Digital banking is now ubiquitous, and has had a lot of iterations over the years in terms of usage patterns and customer expectations. However, not all banks and credit unions can develop and maintain their own banking applications. For such institutions, an easy solution is to use a white-labelled robust platform that provides all the features and banking needs their customers demand.
When I was lead designer at a fintech and banking services company, I was asked to design their digital banking product based on the pain points, learnings, and philosophies we thought were relevant to their customers. This case study is a recreation of what we wanted to achieve, plus a bit more.
There are financial institutions that have core banking ledgers but do not have online interfaces for their users.
Instead of having to invest in development of their own platforms, these institutions can use readily available white-labelled platforms that provide desktop and mobile banking experiences. That is what we wanted to provide.
Such a product would have to:
A digital banking app has to provide these features as a baseline:
But beyond these basic features, there are a lot more that can and should be offered:
…and a suite of additional offerings that may be dependent on third party providers.
Our bank app has to be a platform that offers these fundamental features and have the modular flexibility to integrate other features upon request.
Over the course of developing the app, these were the groups of issues that customers reported or that we observed in their online banking usage:
Banking customers don’t spend a lot of time on their banking apps, and they want to be able to see pertinent information quickly and without having to go through menus.
The most common activities a user performs are:
Checking their account balance
Paying a bill or sending money
Going through recent transactions
These primary use cases are followed by a long tail of contextual or customer-specific banking activities.
The way this design addresses this pattern is to use an inverted pyramid information design, presenting the most relevant information up front, and then giving the user the choice to delve deeper.
Traditional banking offers a medley of transfer infrastructures, built on legacy systems and protocols.
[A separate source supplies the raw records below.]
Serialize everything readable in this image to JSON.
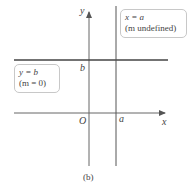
{
  "figure": {
    "caption": "(b)",
    "axes": {
      "x_label": "x",
      "y_label": "y",
      "origin_label": "O"
    },
    "horizontal_line": {
      "label_eq": "y = b",
      "label_slope": "(m = 0)",
      "intercept_label": "b"
    },
    "vertical_line": {
      "label_eq": "x = a",
      "label_slope": "(m undefined)",
      "intercept_label": "a"
    }
  },
  "colors": {
    "line": "#444444",
    "axis": "#666666",
    "box_border": "#c8c8c8"
  }
}
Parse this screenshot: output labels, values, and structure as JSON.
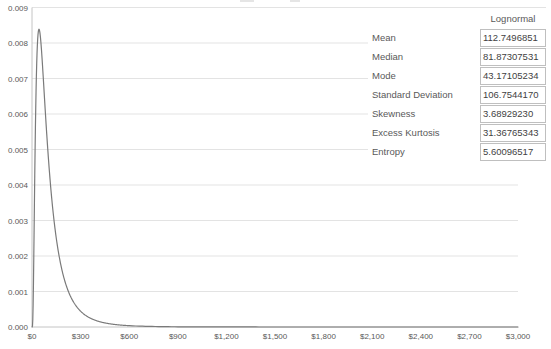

Moving money becomes focused on transfer rails instead of the person you want to send money to.
Here are just some of the payment modes in use today:
Account-to-account
ACH, NEFT, ECS, SEPA, etcThird party P2P
Zelle, Venmo, etcIntrabank
direct internal settlementWire
domestic and internationalThese primary use cases are followed by a long tail of contextual or customer-specific banking activities.
The advent of new, centralized, instant-settlement payment infrastructures like UPI in India or FedNow in the US will soon account for the majority of low-value high-volume money movement. This means that payees will be addressable by simple, human-recognizable tokens rather than account numbers and routing numbers, and moving money becomes as simple as finding the right person in a list.
With the increasing risk of credit card fraud, banking customers demand a suite of controls to ensure they can securely keep track of their card usage. Offering card controls gives users the assurance that they can monitor, limit, and manage their cards on the go, with immediate actions to mitigate the risk of misuse or risk.
Card controls include a seat of card management features:
Card freeze to mitigate fraud
Automatic payment options
Anytime PIN management
Linking to digital wallets
Card deactivation if lost / stolen
...as well as limits and restriction controls for card usage:
Setting spend and usage limits
Managing card usage modes
Restricting card usage by merchant type
Geolocation and travel usage limits
A banking app should have the facility to be able to integrate a provider of these features, and have a convenient interface for users to manage their cards.
Customer support is a vital area for a banking provider to address. In the current landscape, there are a lot of pain points, both for banking customers as well as for the banks themselves.
These are the typical issues customers face:
Difficulty finding contextual help
Long and complicated forms
No built-in tools to query their own data
Banks face their own set of issues:
High customer support call volumes and associated costs
Maintaining static resources like FAQs and visual guides
With the advent of LLMs, RAG models and chat interfaces, banking apps can now provide a unified assistant that can:
Consistent experiences are important, across devices and viewports. This design is set up to be responsive to fulfill that requirement.
A design for a banking app has to be so much more than features and screens.
A good design has to understand the needs of every banking customer, as well as their expectation for consistency, uptime, clear and unambiguous information, and the confidence that their money is safe and well-handled.
Additionally, a true implementation has to account for functional requirements such as security safeguards, user authentication and data protection, and having to rely on backend systems that may be old, performance-limited, or not designed for modern data pipelines.
My approach is to create an interface designed around all these factors, and ensure that form follows function, without compromising on experience.
Thanks for reading. Check out my other projects too.